I'm trying to download a zip file ("tl_2008_01001_edges.zip") from an ftp census site using urllib. What form is the zip file in when I get it and how do I save it?

I'm fairly new to Python and don't understand how urllib works.

This is my attempt:

import urllib, sys

zip_file = urllib.urlretrieve("ftp://ftp2.census.gov/geo/tiger/TIGER2008/01_ALABAMA/Autauga_County/", "tl_2008_01001_edges.zip")

If I know the list of ftp folders (or counties in this case), can I run through the ftp site list using the glob function?

Thanks.

+2  A: 

Per the docs, urlretrieve puts the file to disk and returns a tuple (filename, headers).

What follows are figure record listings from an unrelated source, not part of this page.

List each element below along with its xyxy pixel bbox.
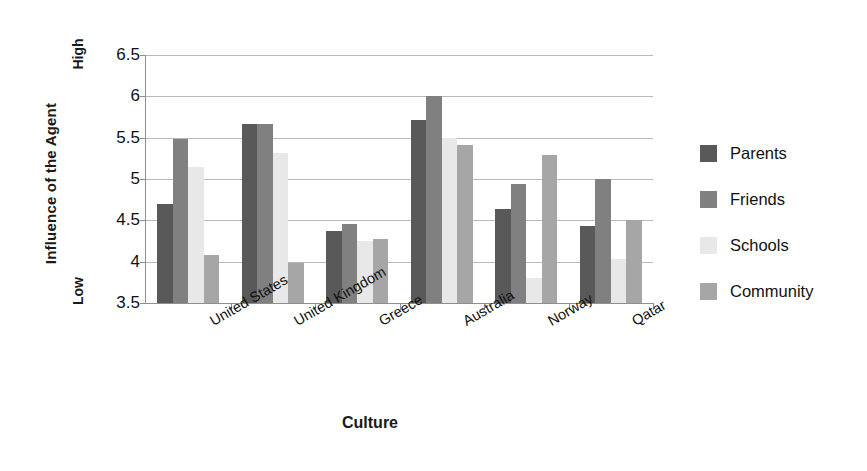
y-tick-mark xyxy=(140,138,146,139)
legend-label: Community xyxy=(730,282,813,301)
x-axis-title: Culture xyxy=(0,414,740,432)
y-tick-label: 6 xyxy=(100,87,140,104)
bar xyxy=(626,220,642,303)
legend-swatch-community xyxy=(700,283,717,300)
gridline xyxy=(146,179,653,180)
y-tick-mark xyxy=(140,179,146,180)
y-axis-high-label: High xyxy=(70,32,86,76)
legend-swatch-friends xyxy=(700,191,717,208)
y-tick-mark xyxy=(140,96,146,97)
y-tick-mark xyxy=(140,262,146,263)
bar xyxy=(157,204,173,303)
legend-label: Parents xyxy=(730,144,787,163)
y-tick-mark xyxy=(140,55,146,56)
y-tick-label: 4.5 xyxy=(100,211,140,228)
bar xyxy=(204,255,220,303)
gridline xyxy=(146,96,653,97)
y-tick-mark xyxy=(140,303,146,304)
gridline xyxy=(146,55,653,56)
y-tick-label: 5 xyxy=(100,170,140,187)
x-axis-label: Norway xyxy=(545,315,553,329)
bar xyxy=(611,259,627,303)
x-axis-label: Qatar xyxy=(629,315,637,329)
y-tick-mark xyxy=(140,220,146,221)
bar xyxy=(426,96,442,303)
x-axis-category-labels: United StatesUnited KingdomGreeceAustral… xyxy=(146,311,653,401)
bar xyxy=(526,278,542,303)
y-tick-label: 5.5 xyxy=(100,129,140,146)
x-axis-label: Greece xyxy=(376,315,384,329)
bar xyxy=(257,124,273,303)
legend-item: Schools xyxy=(700,222,865,268)
bar-chart: Influence of the Agent High Low 6.565.55… xyxy=(0,0,867,471)
x-axis-label: Australia xyxy=(460,315,468,329)
bar xyxy=(188,167,204,303)
legend-label: Friends xyxy=(730,190,785,209)
plot-area xyxy=(146,55,653,303)
bar xyxy=(457,145,473,303)
y-axis-title: Influence of the Agent xyxy=(42,74,59,294)
bar xyxy=(442,138,458,303)
bar xyxy=(511,184,527,303)
gridline xyxy=(146,138,653,139)
bar xyxy=(411,120,427,303)
legend-label: Schools xyxy=(730,236,789,255)
legend-swatch-parents xyxy=(700,145,717,162)
bar xyxy=(288,263,304,303)
gridline xyxy=(146,220,653,221)
legend-item: Parents xyxy=(700,130,865,176)
y-tick-label: 3.5 xyxy=(100,294,140,311)
bar xyxy=(242,124,258,303)
chart-legend: ParentsFriendsSchoolsCommunity xyxy=(700,130,865,314)
legend-item: Friends xyxy=(700,176,865,222)
x-axis-label: United States xyxy=(207,315,215,329)
legend-swatch-schools xyxy=(700,237,717,254)
gridline xyxy=(146,262,653,263)
y-tick-label: 4 xyxy=(100,253,140,270)
legend-item: Community xyxy=(700,268,865,314)
y-tick-label: 6.5 xyxy=(100,46,140,63)
y-axis-tick-labels: 6.565.554.543.5 xyxy=(96,0,140,471)
bar xyxy=(542,155,558,303)
x-axis-label: United Kingdom xyxy=(291,315,299,329)
bar xyxy=(595,179,611,303)
y-axis-low-label: Low xyxy=(70,269,86,313)
bar xyxy=(173,139,189,303)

So the file is already saved when urlretrieve returns.

You can open and read the ZIP file you've retrieved with the zipfile module of the standard library. glob does not work inside zipfiles, only on normal filesystem directories.

Alex Martelli
Thanks - so if I use urllib.urlretrieve("ftp://ftp2.census.gov/geo/tiger/TIGER2008/01_ALABAMA/01001_Autauga_County/tl_2008_01001_edges.zip", "F://") that saves it to my F-drive? Regarding my glob question, I wasn't very clear; I was wondering how I loop through a list of ftp folders on the site, rather than in a zip file.
celenius
+2  A: 
import os,urllib2
out=os.path.join("/tmp","test.zip")
url="ftp://ftp2.census.gov/geo/tiger/TIGER2008/01_ALABAMA/01001_Autauga_County/tl_2008_01001_edges.zip"
page=urllib2.urlopen(url)
open(out,"wb").write(page.read())
ghostdog74
Thanks - this explains how I need to go about saving the zipfile object, which is very useful
celenius
+2  A: 

Use urllib2.urlopen() for the zip file data and directory listing.

To process zip files with the zipfile module, you can write them to a disk file which is then passed to the zipfile.ZipFile constructor. Retrieving the data is straightforward using read() on the file-like object returned by urllib2.urlopen().

Fetching directories:

>>> files = urllib2.urlopen('ftp://ftp2.census.gov/geo/tiger/TIGER2008/01_ALABAMA/').read().splitlines()
>>> for l in files[:4]: print l
... 
drwxrwsr-x    2 0        4009         4096 Nov 26  2008 01001_Autauga_County
drwxrwsr-x    2 0        4009         4096 Nov 26  2008 01003_Baldwin_County
drwxrwsr-x    2 0        4009         4096 Nov 26  2008 01005_Barbour_County
drwxrwsr-x    2 0        4009         4096 Nov 26  2008 01007_Bibb_County
>>> 

Or, splitting for directory names:

>>> for l in files[:4]: print l.split()[-1]
... 
01001_Autauga_County
01003_Baldwin_County
01005_Barbour_County
01007_Bibb_County
gimel
Thank you very much - this explains exactly what I need to do. I'm now happily downloading a few hundred files using this.